Interlending & Document Supply

ISSN: 0264-1615

Article publication date: 1 March 2000

46

Keywords

Citation

(2000), "Canadian court rejects fair dealing defence by library", Interlending & Document Supply, Vol. 28 No. 1. https://doi.org/10.1108/ilds.2000.12228aab.018

Publisher

:

Emerald Group Publishing Limited

Copyright © 2000, MCB UP Limited


Canadian court rejects fair dealing defence by library

Canadian court rejects fair dealing defence by library

Keywords Publishing, Copyright, Legal disputes

The Federal Court of Canada has come to a decision in the case relating to the Law Society of Upper Canada's document delivery service and three major Canadian legal publishers (Carswell Thomson Professional Publishing, Canada Law Book Inc. and CCH Canadian Limited). The court has decided that the Law Society has infringed the copyright of the publishers and that the Law Society's claim of fair dealing did not apply.

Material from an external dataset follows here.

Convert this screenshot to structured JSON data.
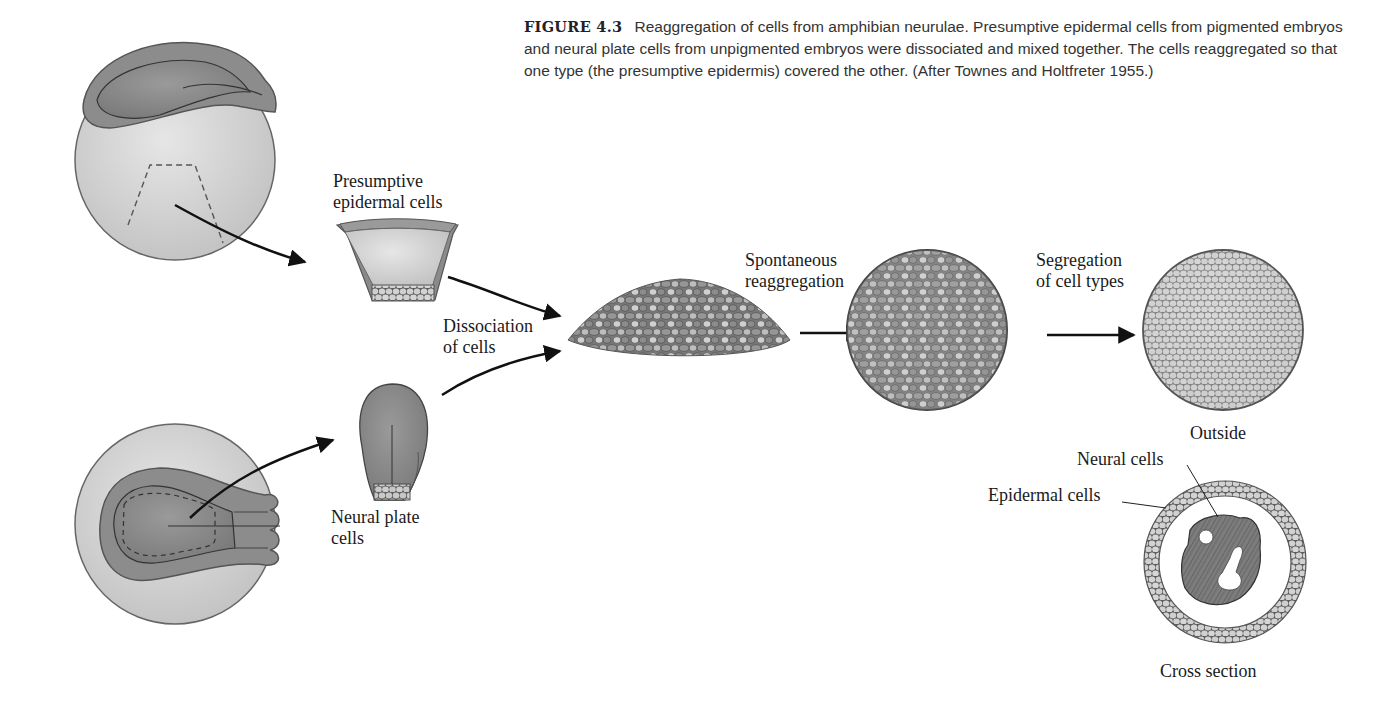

The case, which has been running since 1993, was brought by the publishers against the Law Society's document delivery service. The service in question involved the Law Society making copies of publishers' works without their permission, then charging customers a fee to send them a copy via fax or mail. The publishers received no payment for this. The Law Society was refused a licence for this service by CANCOPY (the Canadian Copyright Licensing Agency) which represents the publishers' photocopying rights.

The Law Society's defence was that it was not infringing copyright under the fair dealing provision in the Canadian Copyright Act which allows "fair dealing for the purpose of research, private study, criticism or review". It also claimed that it was permitted to make copies because to pay licence fees would impinge on the public interest or be contrary to public policy.

The court rejected all of the Law Society's claims and confirmed that under Canadian copyright law the defence of fair dealing must be narrowly construed. The judge specifically noted the availability of CANCOPY's licence, stating that there is appropriate legal means to ensure the licence fees are just and reasonable.